Catherine Masunda, the founder of Youth 2 Youth, a community-based organisation in Harare, says while statistics on the number of young girls involved in prostitution are difficult to quantify, the situation is worrying.
‘It’s business’
Another teenage girl, Chipo, whose name has also been changed for her safety, told Al Jazeera the sex trade is risky, but she has no option. Unlike in the past, job opportunities on farms in rural areas are becoming fewer each year because of the effects of climate change.
“I came at the age of 16. I have a sister residing here in Epworth … I could not supplement my education because of no money. Later on, I found myself joining sex work. Sometimes we are infected with sexually transmitted infections, but it’s business so we seek treatment,” says Chipo.
Chipo recalls the ravages of climate change on her rural home. The most worrying effects are not the droughts but flash floods, she says, which destroy crops and property – and sometimes human lives.
“In 2020, the year I finished [school], I expected to plant soya beans, which is a less labour intensive cash crop, so that I could pay fees and rent a room. The rains came but they turned into floods and washed away my project,” says Chipo.
With well-paying work scarce in the country, the majority of people here get by as street vendors and informal manufacturers, with prostitution another prominent job.
Many of the teenage girls have experienced clients refusing to pay for services rendered, with some enduring sexual abuse and assault. In Zimbabwe, it is a criminal offence to solicit for sex, which makes it difficult for young women to report wrongdoing against them to the police.
‘Dangerous trade’
Memory Kanyati, provincial director of the Zimbabwe Youth Council Harare, says the growing number of children in prostitution is a concerning development.
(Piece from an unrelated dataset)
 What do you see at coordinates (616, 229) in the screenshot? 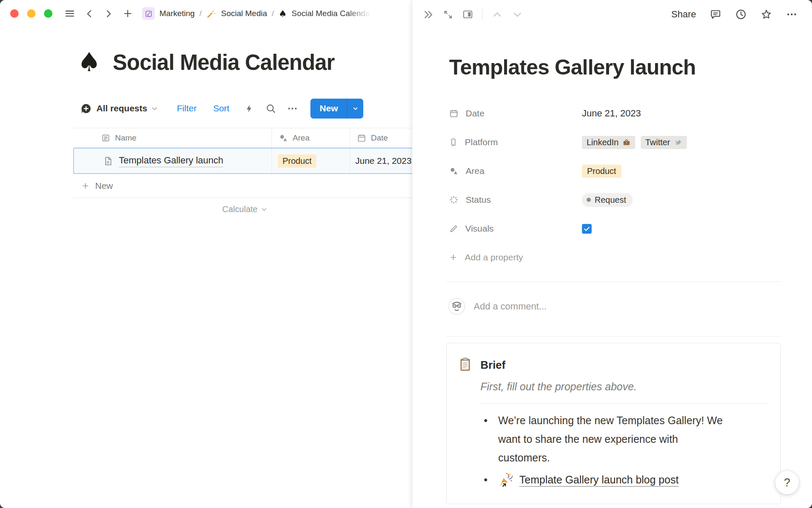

“We are seeing many of them involved in this dangerous trade, a situation which is not healthy for them. As a council we represent government aspirations of seeing children developing life skills and capacity to be responsible citizens,” Kanyati says.
Most areas in Zimbabwe have been hit hard by climate change with heatwaves, low precipitation, or excessive rain resulting in flash floods.
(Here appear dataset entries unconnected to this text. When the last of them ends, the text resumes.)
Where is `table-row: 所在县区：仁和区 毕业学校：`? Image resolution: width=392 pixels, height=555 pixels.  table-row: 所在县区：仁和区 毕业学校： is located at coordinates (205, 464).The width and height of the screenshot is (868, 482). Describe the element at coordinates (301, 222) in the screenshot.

David Marekera, the village head in Maramba in Mashonaland East province, 130km (80 miles) south of Harare, said climate change is not only bringing hunger in the community but destroying the future of children.
“It is very unfortunate. To us, the damage is high and irreversible at least for now. Teen boys are quitting school going to artisanal mining in the Mazowe dam. Teen girls are going into child marriages and child prostitution because of hunger,” says Marekera.
Zimbabwe’s National Climate Change Response Strategy states: “Climate change is the biggest threat to humanity today.”
It is estimated it will cause average temperatures in Zimbabwe to rise about 3 degrees Celsius (5.4 degrees Fahrenheit) by the end of the century. Annual rainfall could decline by 5-18 percent, especially in the country’s south.
Dropping out
Onita Sibanda, from Hwange district in northwestern Zimbabwe, says most of the girls her age moved to urban areas to escape the effects of climate change.
“It’s difficult to quantify the numbers flocking out the villages of Hwange. But our fields have been not producing enough in the past years,” she told Al Jazeera.
“Generally the weather is bad. Here in Hwange, we are experiencing flash floods and storms almost every year for the past three years. Girls are dropping out of schools or just after finishing going to the city to seek jobs, but later turning to prostitution,” says Onita.
Daniel Sithole – a climate analyst and director of Green Shango Trust, a non-profit organisation focusing on climate change mitigation – says it is Zimbabwe’s women who are most affected by global warming.
“Women are disproportionately vulnerable to the effects of climate change, which could, in turn, exacerbate existing gender disparities,” says Sithole.